His other writings are: A True Idea of Jansenism (1669); Theophil, or a Discourse of the Saint’s Amitie with God in Christ (1671); Anatomie of Infidelitie (1672); Idea theologiae (1673); Philosophia generalis (1676).
GALE, THOMAS (?1636-1702), English classical scholar and antiquarian, was born at Scruton, Yorkshire. He was educated at Westminster school and Trinity College, Cambridge, of which he became a fellow. In 1666 he was appointed regius professor of Greek at Cambridge, in 1672 high master of St Paul’s school, in 1676 prebendary of St Paul’s, in 1677 a fellow of the Royal Society, and in 1697 dean of York. He died at York on the 7th (or 8th) of April 1702. He published a collection, Opuscula mythologica, ethica, et physica, and editions of several Greek and Latin authors, but his fame rests chiefly on his collection of old works bearing on Early English history, entitled Historiae Anglicanae scriptores and Historiae Britannicae, Saxonicae, Anglo-Danicae scriptores XV. He was the author of the inscription on the London Monument in which the Roman Catholics were accused of having originated the great fire.
See J.E.B. Mayor, Cambridge in the Time of Queen Anne, 448-450.
GALE. 1. (A word of obscure origin; possibly derived from Dan. gal, mad or furious, sometimes applied to wind, in the sense of boisterous) a wind of considerable power, considerably stronger than a breeze, but not severe enough to be called a storm. In nautical language it is usually combined with some qualifying word, as “half a gale,” a “stiff gale.” In poetical and figurative language “gale” is often used in a pleasant sense, as in “favouring gale”; in America, it is used in a slang sense for boisterous or excited behaviour.
2. The payment of rent, customs or duty at regular intervals; a “hanging gale” is an arrear of rent left over after each successive “gale” or rent day. The term survives in the Forest of Dean, for leases granted to the “free miners” of the forest, granted by the “gaveller” or agent of the crown, and the term is also applied to the royalty paid to the crown, and to the area mined. The word is a contracted form of the O. Eng. gafol, which survives in “gavel,” in gavelkind (q.v.), and in the name of the office mentioned above. The root from which these words derive is that of “give.” Through Latinized forms it appears in gabelle (q.v.).
3. The popular name of a plant, also known as the sweet gale or gaul, sweet willow, bog or Dutch myrtle. The Old English form of the word is gagel. It is a small, twiggy, resinous fragrant shrub found on bogs and moors in the British Islands, and widely distributed in the north temperate zone. It has narrow, short-stalked leaves and inconspicuous, apetalous, unisexual flowers borne in short spikes. The small drupe-like fruit is attached to the persistent bracts. The leaves are used as tea and as a country medicine. John Gerard (Herball, p. 1228) describes it as sweet willow or gaule, and refers to its use in beer or ale. The genus Myrica is the type of a small, but widely distributed order, Myricaceae, which is placed among the apetalous families of Dicotyledons, and is perhaps most nearly allied to the willow family. Myrica cerifera is the candleberry, wax-myrtle or wax-tree (q.v.).
GALEN, CHRISTOPH BERNHARD, Freiherr von (1606-1678), prince bishop of Münster, belonged to a noble Westphalian family, and was born on the 12th of October 1606. Reduced to poverty through the loss of his paternal inheritance, he took holy orders; but this did not prevent him from fighting on the side of the emperor Ferdinand III. during the concluding stages of the Thirty Years’ War. In 1650 he succeeded Ferdinand of Bavaria, archbishop of Cologne, as bishop of Münster. After restoring some degree of peace and prosperity in his principality, Galen had to contend with a formidable insurrection on the part of the citizens of Münster; but at length this was crushed, and the bellicose bishop, who maintained a strong army, became an important personage in Europe. In 1664 he was chosen one of the directors of the imperial army raised to fight the Turk; and after the peace which followed the Christian victory at St Gotthard in August 1664, he aided the English king Charles II. in his war with the Dutch, until the intervention of Louis XIV. and Frederick William I. of Brandenburg compelled him to make a disadvantageous peace in 1666. When Galen again attacked Holland six years later he was in alliance with Louis, but he soon deserted his new friend, and fought for the emperor Leopold I. against France. Afterwards in conjunction with Brandenburg and Denmark he attacked Charles XI. of Sweden, and conquered the duchy of Bremen. He died at Ahaus on the 19th of September 1678. Galen showed himself anxious to reform the church, but his chief energies were directed to increasing his power and prestige.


### The problem
Please write out every line of the material, leaving out any picture.

### Records for processing
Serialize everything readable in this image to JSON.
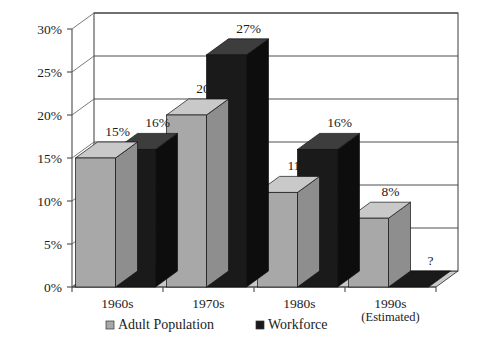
{
  "chart_data": {
    "type": "bar",
    "title": "",
    "subtitle": "",
    "xlabel": "",
    "ylabel": "",
    "categories": [
      "1960s",
      "1970s",
      "1980s",
      "1990s"
    ],
    "category_sublabels": [
      "",
      "",
      "",
      "(Estimated)"
    ],
    "series": [
      {
        "name": "Adult Population",
        "color": "#a8a8a8",
        "values": [
          15,
          20,
          11,
          8
        ],
        "labels": [
          "15%",
          "20%",
          "11%",
          "8%"
        ]
      },
      {
        "name": "Workforce",
        "color": "#1a1a1a",
        "values": [
          16,
          27,
          16,
          0
        ],
        "labels": [
          "16%",
          "27%",
          "16%",
          "?"
        ]
      }
    ],
    "ylim": [
      0,
      30
    ],
    "ytick_values": [
      0,
      5,
      10,
      15,
      20,
      25,
      30
    ],
    "ytick_labels": [
      "0%",
      "5%",
      "10%",
      "15%",
      "20%",
      "25%",
      "30%"
    ],
    "grid": true,
    "grid_axis": "y",
    "legend_position": "bottom",
    "three_d": true
  },
  "legend": {
    "items": [
      {
        "label": "Adult Population",
        "marker": "gray-square-marker",
        "color": "#a8a8a8"
      },
      {
        "label": "Workforce",
        "marker": "black-square-marker",
        "color": "#1a1a1a"
      }
    ]
  },
  "colors": {
    "adult_population": "#a8a8a8",
    "adult_population_top": "#c9c9c9",
    "adult_population_side": "#8e8e8e",
    "workforce": "#1a1a1a",
    "workforce_top": "#3d3d3d",
    "workforce_side": "#0d0d0d",
    "floor": "#c9c9c9",
    "wall": "#ffffff",
    "line": "#3a3a3a",
    "text": "#1c1c1c"
  }
}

### Task answer
Serialize everything readable in this image to JSON.
{
  "chart_data": {
    "type": "bar",
    "title": "",
    "subtitle": "",
    "xlabel": "",
    "ylabel": "",
    "categories": [
      "1960s",
      "1970s",
      "1980s",
      "1990s"
    ],
    "category_sublabels": [
      "",
      "",
      "",
      "(Estimated)"
    ],
    "series": [
      {
        "name": "Adult Population",
        "color": "#a8a8a8",
        "values": [
          15,
          20,
          11,
          8
        ],
        "labels": [
          "15%",
          "20%",
          "11%",
          "8%"
        ]
      },
      {
        "name": "Workforce",
        "color": "#1a1a1a",
        "values": [
          16,
          27,
          16,
          0
        ],
        "labels": [
          "16%",
          "27%",
          "16%",
          "?"
        ]
      }
    ],
    "ylim": [
      0,
      30
    ],
    "ytick_values": [
      0,
      5,
      10,
      15,
      20,
      25,
      30
    ],
    "ytick_labels": [
      "0%",
      "5%",
      "10%",
      "15%",
      "20%",
      "25%",
      "30%"
    ],
    "grid": true,
    "grid_axis": "y",
    "legend_position": "bottom",
    "three_d": true
  },
  "legend": {
    "items": [
      {
        "label": "Adult Population",
        "marker": "gray-square-marker",
        "color": "#a8a8a8"
      },
      {
        "label": "Workforce",
        "marker": "black-square-marker",
        "color": "#1a1a1a"
      }
    ]
  },
  "colors": {
    "adult_population": "#a8a8a8",
    "adult_population_top": "#c9c9c9",
    "adult_population_side": "#8e8e8e",
    "workforce": "#1a1a1a",
    "workforce_top": "#3d3d3d",
    "workforce_side": "#0d0d0d",
    "floor": "#c9c9c9",
    "wall": "#ffffff",
    "line": "#3a3a3a",
    "text": "#1c1c1c"
  }
}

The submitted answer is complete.